Saturday, February 18, 2012

Raymond Chandler's Catch-22

This whole 1945 essay by Raymond Chandler in The Atlantic is wonderful, but I think this is my favorite paragraph:

To me the interesting point about Hollywood's writers of talent is not how few or how many they are, but how little of worth their talent is allowed to achieve. Interesting -- but hardly unexpected, once you accept the premise that writers are employed to write screenplays on the theory that, being writers, they have a particular gift and training for the job, and are then prevented from doing it with any independence or finality whatsoever, on the theory that, being merely writers, they know nothing about making pictures, and of course if they don't know how to make pictures, they couldn't possibly know how to write them.


Saturday, February 11, 2012

I prefer not to

I think I know how to defeat Google's invasive "personalization" -- for a while...
Much kerfuffle and roiling of late over Google's proposed changes to its privacy policy. There's plenty written elsewhere, so I'll spare you my attempts to either summarize or analyse it. This is about how I respond to it.

Given that in a sense it's useless, that they are scanning all my email as well as this blog (which is hosted on their blogspot service), I still want to register that I think it's offensive to see Google offer me "personal results" at the top of a search page. Why the FUCK would I want my search results "personalized" using my history of past searches as well as everything else Google knows about me? What am I, seven years old? Are people suddenly bereft of any search skills at all? I have been working for software companies for going on 20 years; I know a thing or two about search. Please, Google -- don't patronize me.

Added slightly later: Yes, it's possible to click an option in your account settings that says "Don't use personal results." But that just means they don't display the option for you. It doesn't mean they don't collect information about you. As for the "Search history" that you can also supposedly turn off (and I do) -- I simply don't trust that turning it off actually means they don't collect information about you. I think it just means they don't display it for you.

I'm someone who's used GMail ever since it was available. I love Google's services -- but I also want to be able to say no. So I haven't signed up for "Google +" and I never will -- until the day they stop giving me the choice and simply force me to do so. And that's the day I will dump GMail and make sure everything possible is off their systems -- as if that were even possible.

But til then, I have a simple strategy: never search for anything on Google while logged in to my email or other services.

That's simpler than it sounds. You have more than one browser on your machine, right? Probably Internet Explorer (or Safari, for Mac users), and Firefox. Maybe Chrome or Opera. All you have to do is dedicate one of these browsers to non-logged in Google use. For example, let's say I want to search for a new car, but I don't want fucking car advertising to clutter up my browser and I don't want any evidence of it in my Google results. Let's say I use Google's own browser, Chrome, for my GMail and other Google services. Then I just start up Firefox for the Google search -- and any other anonymous services, like Maps, that don't depend on my identity. And I do my search while not logged in to my Google account.

If I did that while logged in, Google would know I'm looking for a certain kind of car, and then it would know I searched on their maps for the nearest dealerships. Why should I want them to know that? What services could they possibly offer me, based on that information, that would benefit me -- as opposed to benefiting the car dealers whose ads would then pollute my email window and search results and, for all I know, my maps?

No really Google -- thanks for your free services, but UP YOURS on the exploitation.

Wednesday, February 01, 2012

Nerds and non-conformists probably don't have Asperger Syndrome; are simply weird

An op-ed from yesterday's New York Times, "I Had Asperger Syndrome. Briefly" is on their list of most-read pieces. In it, the author describes how his symptoms of classic nerdiness in high school -- an obsession with literature, shyness, and a general difficulty with math and sports -- were mistaken as symptoms of Asperger Syndrome by his mother, who happened to be an Asperger expert.

A lot of his high school experience resonated with me -- sitting in his bedroom playing guitar and constantly reading novels, instead of playing with kids his age. But two things struck me. First, this sentence:

If I had been well-rounded enough to attain basic competence at a few sports, I wouldn't have provoked rage and contempt in other kids during gym and recess.

Rage and contempt, yes. I doubt he's exaggerating. The only difference in my own experience is that this sentence described my experience in grade school, not high school. By the time I got to high school, the school was so huge that there was room for kids who weren't good at sports. Me, I was in drama and the choir and the creative writing class. Being bad at sports didn't get you picked on; it just meant you were invisible -- which, given the other alternatives, is not the worst thing to be in high school.

The other thing that struck me was his bio at the end of the piece: Benjamin Nugent, the director of creative writing at Southern New Hampshire University, is the author of "American Nerd: The Story of My People." Oh really? Someone who was in high school in "the late 90s" is already the director of creative writing at a state university? I guess he's a little more high-performing than he realizes.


* _EXERCISE_
Leave out the images; return the rest of the data exactly.

* _SUPPLIED INFORMATION_
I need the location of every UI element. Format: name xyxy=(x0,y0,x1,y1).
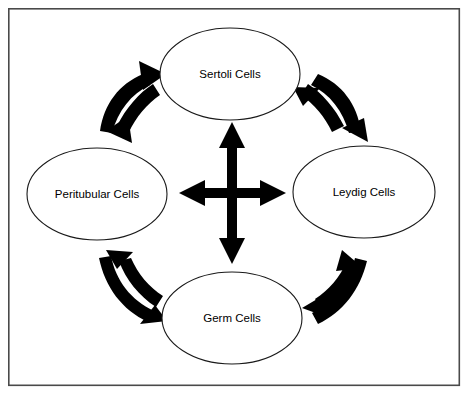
node-germ[interactable]: Germ Cells xyxy=(162,272,302,364)
node-germ-label: Germ Cells xyxy=(203,312,261,324)
node-leydig-label: Leydig Cells xyxy=(333,186,396,198)
node-leydig[interactable]: Leydig Cells xyxy=(293,146,435,238)
diagram-canvas: Sertoli Cells Peritubular Cells Leydig C… xyxy=(0,0,468,397)
node-sertoli[interactable]: Sertoli Cells xyxy=(160,28,300,120)
node-peritubular-label: Peritubular Cells xyxy=(55,188,140,200)
node-sertoli-label: Sertoli Cells xyxy=(199,68,261,80)
cell-interaction-diagram: Sertoli Cells Peritubular Cells Leydig C… xyxy=(0,0,468,397)
node-peritubular[interactable]: Peritubular Cells xyxy=(27,148,167,240)
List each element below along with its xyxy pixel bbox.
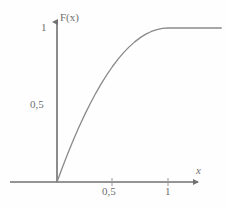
x-axis-title: x: [196, 165, 201, 176]
x-tick-label-0.5: 0,5: [102, 186, 116, 197]
cdf-curve: [57, 28, 221, 182]
x-tick-label-1: 1: [165, 186, 171, 197]
y-axis-title: F(x): [60, 12, 79, 23]
y-tick-label-1: 1: [41, 22, 47, 33]
y-tick-label-0.5: 0,5: [30, 99, 44, 110]
cdf-chart-figure: F(x) x 1 0,5 0,5 1: [0, 0, 226, 208]
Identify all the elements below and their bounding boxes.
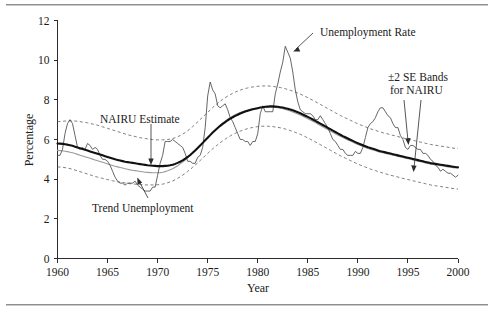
y-tick-label-0: 0 <box>44 253 50 265</box>
annotation-nairu-estimate: NAIRU Estimate <box>100 113 180 125</box>
x-tick-label-1960: 1960 <box>46 266 69 278</box>
unemployment-leader-line <box>296 33 313 49</box>
y-tick-label-4: 4 <box>44 173 50 185</box>
y-tick-label-8: 8 <box>44 94 50 106</box>
y-tick-label-6: 6 <box>44 134 50 146</box>
annotation-leaders <box>137 33 421 198</box>
trend-leader-line <box>139 181 148 198</box>
x-tick-label-1985: 1985 <box>296 266 319 278</box>
annotation-unemployment-rate: Unemployment Rate <box>320 26 416 39</box>
se-band-upper-leader-line <box>404 100 408 141</box>
trend-leader-arrow <box>137 178 142 185</box>
y-axis-tick-labels: 024681012 <box>38 15 50 265</box>
se-band-lower-leader-line <box>414 100 421 168</box>
y-tick-label-2: 2 <box>44 213 50 225</box>
nairu-chart: 024681012 196019651970197519801985199019… <box>0 0 494 314</box>
y-tick-label-10: 10 <box>38 54 50 66</box>
y-axis-ticks <box>54 21 58 259</box>
se-band-lower-line <box>58 126 459 189</box>
x-axis-title: Year <box>247 281 269 295</box>
annotation-trend-unemployment: Trend Unemployment <box>92 202 194 215</box>
x-axis-tick-labels: 196019651970197519801985199019952000 <box>46 266 470 278</box>
annotation-se-bands-line1: ±2 SE Bands <box>388 71 449 83</box>
x-tick-label-2000: 2000 <box>447 266 470 278</box>
unemployment-leader-arrow <box>293 47 300 52</box>
nairu-leader-arrow <box>148 158 153 165</box>
y-tick-label-12: 12 <box>38 15 50 27</box>
x-tick-label-1980: 1980 <box>246 266 269 278</box>
x-axis-ticks <box>58 259 459 263</box>
annotation-se-bands-line2: for NAIRU <box>390 84 443 96</box>
se-band-upper-leader-arrow <box>405 138 410 145</box>
x-tick-label-1995: 1995 <box>396 266 419 278</box>
x-tick-label-1975: 1975 <box>196 266 219 278</box>
x-tick-label-1990: 1990 <box>346 266 369 278</box>
x-tick-label-1970: 1970 <box>146 266 169 278</box>
x-tick-label-1965: 1965 <box>96 266 119 278</box>
se-band-lower-leader-arrow <box>411 165 416 172</box>
y-axis-title: Percentage <box>22 114 36 167</box>
figure-container: 024681012 196019651970197519801985199019… <box>0 0 494 314</box>
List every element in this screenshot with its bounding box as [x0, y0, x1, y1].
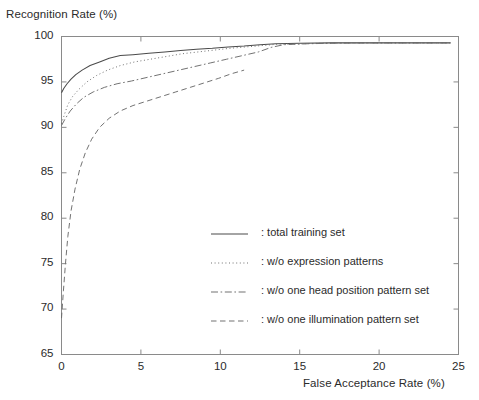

* _EXERCISE ANSWER_
I need the location of every UI element. Format: name xyxy=(x0,y0,x1,y1).
node-germ[interactable]: Germ Cells xyxy=(162,272,302,364)
node-germ-label: Germ Cells xyxy=(203,312,261,324)
node-leydig-label: Leydig Cells xyxy=(333,186,396,198)
node-leydig[interactable]: Leydig Cells xyxy=(293,146,435,238)
diagram-canvas: Sertoli Cells Peritubular Cells Leydig C… xyxy=(0,0,468,397)
node-sertoli[interactable]: Sertoli Cells xyxy=(160,28,300,120)
node-peritubular-label: Peritubular Cells xyxy=(55,188,140,200)
node-sertoli-label: Sertoli Cells xyxy=(199,68,261,80)
cell-interaction-diagram: Sertoli Cells Peritubular Cells Leydig C… xyxy=(0,0,468,397)
node-peritubular[interactable]: Peritubular Cells xyxy=(27,148,167,240)
List each element below along with its xyxy pixel bbox.
x-axis-title: x: [196, 165, 201, 176]
x-tick-label-0.5: 0,5: [102, 186, 116, 197]
cdf-curve: [57, 28, 221, 182]
x-tick-label-1: 1: [165, 186, 171, 197]
y-axis-title: F(x): [60, 12, 79, 23]
y-tick-label-1: 1: [41, 22, 47, 33]
y-tick-label-0.5: 0,5: [30, 99, 44, 110]
cdf-chart-figure: F(x) x 1 0,5 0,5 1: [0, 0, 226, 208]
Identify all the elements below and their bounding boxes.
y-tick-label-0: 0 <box>44 253 50 265</box>
annotation-nairu-estimate: NAIRU Estimate <box>100 113 180 125</box>
x-tick-label-1960: 1960 <box>46 266 69 278</box>
unemployment-leader-line <box>296 33 313 49</box>
y-tick-label-4: 4 <box>44 173 50 185</box>
y-tick-label-8: 8 <box>44 94 50 106</box>
y-tick-label-6: 6 <box>44 134 50 146</box>
annotation-leaders <box>137 33 421 198</box>
trend-leader-line <box>139 181 148 198</box>
x-tick-label-1985: 1985 <box>296 266 319 278</box>
annotation-unemployment-rate: Unemployment Rate <box>320 26 416 39</box>
se-band-upper-leader-line <box>404 100 408 141</box>
trend-leader-arrow <box>137 178 142 185</box>
y-axis-tick-labels: 024681012 <box>38 15 50 265</box>
se-band-lower-leader-line <box>414 100 421 168</box>
y-tick-label-2: 2 <box>44 213 50 225</box>
nairu-chart: 024681012 196019651970197519801985199019… <box>0 0 494 314</box>
y-tick-label-10: 10 <box>38 54 50 66</box>
y-axis-ticks <box>54 21 58 259</box>
se-band-lower-line <box>58 126 459 189</box>
x-axis-title: Year <box>247 281 269 295</box>
annotation-trend-unemployment: Trend Unemployment <box>92 202 194 215</box>
x-axis-tick-labels: 196019651970197519801985199019952000 <box>46 266 470 278</box>
annotation-se-bands-line1: ±2 SE Bands <box>388 71 449 83</box>
x-tick-label-2000: 2000 <box>447 266 470 278</box>
unemployment-leader-arrow <box>293 47 300 52</box>
nairu-leader-arrow <box>148 158 153 165</box>
y-tick-label-12: 12 <box>38 15 50 27</box>
x-tick-label-1980: 1980 <box>246 266 269 278</box>
x-axis-ticks <box>58 259 459 263</box>
annotation-se-bands-line2: for NAIRU <box>390 84 443 96</box>
se-band-upper-leader-arrow <box>405 138 410 145</box>
x-tick-label-1995: 1995 <box>396 266 419 278</box>
x-tick-label-1975: 1975 <box>196 266 219 278</box>
x-tick-label-1990: 1990 <box>346 266 369 278</box>
x-tick-label-1970: 1970 <box>146 266 169 278</box>
x-tick-label-1965: 1965 <box>96 266 119 278</box>
se-band-lower-leader-arrow <box>411 165 416 172</box>
y-axis-title: Percentage <box>22 114 36 167</box>
figure-container: 024681012 196019651970197519801985199019… <box>0 0 494 314</box>
List every element in this screenshot with its bounding box as [x0, y0, x1, y1].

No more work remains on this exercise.